Center City district calls for more businesses in Philadelphia to return to office

The Center City District report claims without a return to office, the downtown economy can’t return to pre-pandemic levels.

The Philadelphia skyline is pictured at night

The Philadelphia skyline is pictured at night during the fall of 2021. (Mark Henninger/Imagic Digital)

A new report by Philadelphia’s Center City District calls for more workers to return in order to bolster the downtown economy.

“If office workers don’t return, those are building engineers, cleaning staff and security staff that are losing their jobs,” said Paul Levy, who heads up the CCD. He told business leaders at a breakfast event unveiling the report “it’s the hair and nail salons and shoemakers where we see job loss.”

According to the report, Philadelphia lost 126,500 jobs in the initial two months of the pandemic, but then steadily rebounded during 2020 and 2021, restoring 88,100 jobs or 70% by February 2022. But with 714,700 jobs, 95% of pre-pandemic levels, Philadelphia is still below regional and national rates of recovery.

  • WHYY thanks our sponsors — become a WHYY sponsor

Levy added that even before the pandemic, Philadelphia was a slow-grow city. The district has worked to bring more residents into town thanks to the pandemic-created opportunity to snatch workers from other nearby metropolitan areas who could work at home from Philly.

“We have an extraordinary opportunity to capitalize on this walkable setting to get those workers who want to work remote from other cities or those firms to come here,” he said. “We need a sustained business, outreach, and attraction effort.”

CCD vice president Prema Katari Gupta offered an optimistic outlook.

“We’re seeing positive signs of a return,” Gupta said. “Folks are coming back. But I think, we can’t neglect the issue of the downtown office workers who have not come back, who’ve been working from home during the pandemic and the purchasing power that they’ve taken away from Center City, the consequences that’s had for the urban service economy.”

  • WHYY thanks our sponsors — become a WHYY sponsor

Those consequences include the loss of jobs in building maintenance, cleaning, and security that provide a living wage for many in the city. Levy said only about half of the pre-pandemic office workforce has returned downtown, which means fewer restaurant jobs are needed to feed the workforce among other things.

Some have had concerns about how safe the city is since the pandemic.  Police Captain Colleen Billups of the 9th District, which includes Center City, said a visible police presence downtown is working to allay those fears, and people are complimenting officers.

“Just in this last week I’ve gotten two or three letters and they seem to being coming in greater numbers of thankfulness for my cops of what they have done, and it’s the simple things, helping me find my car, find out it was towed, or how to file a report, and they are taking time to actually write these letters, which is amazing.”

Billups believes the downtown is safe and will only be better in the future.

The report and accompanying survey said that fear of COVID is the major reason people aren’t coming back into town.

Levy pointed out new partnerships with the Philadelphia Police and the addition of CCD bike patrols to help make the downtown area safer.  He said hybrid workers are still going to be the future, but flexibility and expanding equity and inclusion will help improve the downtown.

The full report is available on the Center City District website.

Get the WHYY app!

WHYY is your source for fact-based, in-depth journalism and information. As a nonprofit organization, we rely on financial support from readers like you. Please give today.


*ABOUT THIS TASK*:
From the line containing "Give me the" to the last line of the records, reproduce every line exactly and print nothing else.

*LISTED ENTRIES*:
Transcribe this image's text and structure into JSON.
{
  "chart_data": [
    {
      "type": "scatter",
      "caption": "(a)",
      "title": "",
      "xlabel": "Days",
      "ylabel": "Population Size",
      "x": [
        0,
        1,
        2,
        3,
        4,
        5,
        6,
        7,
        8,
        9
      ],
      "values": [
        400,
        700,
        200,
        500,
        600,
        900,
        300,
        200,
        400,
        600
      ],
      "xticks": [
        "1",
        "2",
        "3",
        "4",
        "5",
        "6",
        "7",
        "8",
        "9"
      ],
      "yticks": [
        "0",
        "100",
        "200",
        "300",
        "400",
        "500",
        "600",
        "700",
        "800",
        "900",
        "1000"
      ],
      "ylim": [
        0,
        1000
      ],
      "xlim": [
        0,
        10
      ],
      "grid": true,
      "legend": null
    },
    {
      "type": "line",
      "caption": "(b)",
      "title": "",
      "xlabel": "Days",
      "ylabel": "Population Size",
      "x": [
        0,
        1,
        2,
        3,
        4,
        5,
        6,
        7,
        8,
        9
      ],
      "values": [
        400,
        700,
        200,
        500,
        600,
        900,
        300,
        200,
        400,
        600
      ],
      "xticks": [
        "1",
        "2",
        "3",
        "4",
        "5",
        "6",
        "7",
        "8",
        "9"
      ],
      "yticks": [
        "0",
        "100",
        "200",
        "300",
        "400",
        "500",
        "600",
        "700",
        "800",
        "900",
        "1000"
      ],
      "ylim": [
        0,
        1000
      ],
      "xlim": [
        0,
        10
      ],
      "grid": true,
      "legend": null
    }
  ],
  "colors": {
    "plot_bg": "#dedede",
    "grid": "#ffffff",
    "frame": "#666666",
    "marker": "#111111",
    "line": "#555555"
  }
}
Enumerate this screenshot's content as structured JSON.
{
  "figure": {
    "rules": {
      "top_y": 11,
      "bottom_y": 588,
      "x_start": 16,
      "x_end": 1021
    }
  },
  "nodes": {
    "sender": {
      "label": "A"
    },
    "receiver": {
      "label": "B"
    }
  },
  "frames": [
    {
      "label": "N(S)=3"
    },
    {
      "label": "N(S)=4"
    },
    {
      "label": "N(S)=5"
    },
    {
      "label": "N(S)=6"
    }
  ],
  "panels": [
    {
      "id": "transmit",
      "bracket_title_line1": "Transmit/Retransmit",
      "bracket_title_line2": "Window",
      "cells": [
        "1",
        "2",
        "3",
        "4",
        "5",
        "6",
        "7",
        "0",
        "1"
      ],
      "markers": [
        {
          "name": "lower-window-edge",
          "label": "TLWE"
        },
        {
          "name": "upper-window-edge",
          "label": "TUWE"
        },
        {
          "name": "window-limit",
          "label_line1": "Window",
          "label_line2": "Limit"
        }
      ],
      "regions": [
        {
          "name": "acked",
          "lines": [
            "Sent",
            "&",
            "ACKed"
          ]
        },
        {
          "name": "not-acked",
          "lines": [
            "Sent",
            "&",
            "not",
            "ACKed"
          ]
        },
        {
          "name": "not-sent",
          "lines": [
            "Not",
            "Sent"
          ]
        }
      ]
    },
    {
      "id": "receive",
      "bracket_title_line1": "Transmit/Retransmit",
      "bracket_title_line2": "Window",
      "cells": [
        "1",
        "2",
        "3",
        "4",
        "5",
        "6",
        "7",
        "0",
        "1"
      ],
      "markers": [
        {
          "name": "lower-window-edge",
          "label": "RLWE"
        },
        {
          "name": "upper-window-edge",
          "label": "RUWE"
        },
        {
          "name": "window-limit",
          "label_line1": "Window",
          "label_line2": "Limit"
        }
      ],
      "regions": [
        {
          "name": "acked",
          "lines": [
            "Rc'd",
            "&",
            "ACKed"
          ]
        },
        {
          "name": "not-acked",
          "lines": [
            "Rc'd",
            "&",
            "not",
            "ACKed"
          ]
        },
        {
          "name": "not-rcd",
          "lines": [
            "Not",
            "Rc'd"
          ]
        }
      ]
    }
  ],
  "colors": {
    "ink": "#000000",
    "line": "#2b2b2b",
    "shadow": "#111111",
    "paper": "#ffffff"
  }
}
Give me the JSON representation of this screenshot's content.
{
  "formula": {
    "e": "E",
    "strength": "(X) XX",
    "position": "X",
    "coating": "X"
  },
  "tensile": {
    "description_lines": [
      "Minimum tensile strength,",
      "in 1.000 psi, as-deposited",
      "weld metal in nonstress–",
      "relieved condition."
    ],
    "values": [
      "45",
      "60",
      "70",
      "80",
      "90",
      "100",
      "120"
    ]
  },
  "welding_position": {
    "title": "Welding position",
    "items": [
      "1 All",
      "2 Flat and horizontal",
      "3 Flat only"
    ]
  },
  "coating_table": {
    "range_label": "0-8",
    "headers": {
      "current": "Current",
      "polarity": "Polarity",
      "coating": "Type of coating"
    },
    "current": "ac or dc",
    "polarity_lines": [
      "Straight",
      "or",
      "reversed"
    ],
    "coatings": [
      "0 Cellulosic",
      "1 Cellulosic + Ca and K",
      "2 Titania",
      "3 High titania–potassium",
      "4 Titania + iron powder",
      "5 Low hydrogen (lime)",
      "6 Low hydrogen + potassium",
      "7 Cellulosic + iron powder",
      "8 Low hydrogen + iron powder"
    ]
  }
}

*ANSWER TO THIS PROBLEM*:
Give me the JSON representation of this screenshot's content.
{
  "formula": {
    "e": "E",
    "strength": "(X) XX",
    "position": "X",
    "coating": "X"
  },
  "tensile": {
    "description_lines": [
      "Minimum tensile strength,",
      "in 1.000 psi, as-deposited",
      "weld metal in nonstress–",
      "relieved condition."
    ],
    "values": [
      "45",
      "60",
      "70",
      "80",
      "90",
      "100",
      "120"
    ]
  },
  "welding_position": {
    "title": "Welding position",
    "items": [
      "1 All",
      "2 Flat and horizontal",
      "3 Flat only"
    ]
  },
  "coating_table": {
    "range_label": "0-8",
    "headers": {
      "current": "Current",
      "polarity": "Polarity",
      "coating": "Type of coating"
    },
    "current": "ac or dc",
    "polarity_lines": [
      "Straight",
      "or",
      "reversed"
    ],
    "coatings": [
      "0 Cellulosic",
      "1 Cellulosic + Ca and K",
      "2 Titania",
      "3 High titania–potassium",
      "4 Titania + iron powder",
      "5 Low hydrogen (lime)",
      "6 Low hydrogen + potassium",
      "7 Cellulosic + iron powder",
      "8 Low hydrogen + iron powder"
    ]
  }
}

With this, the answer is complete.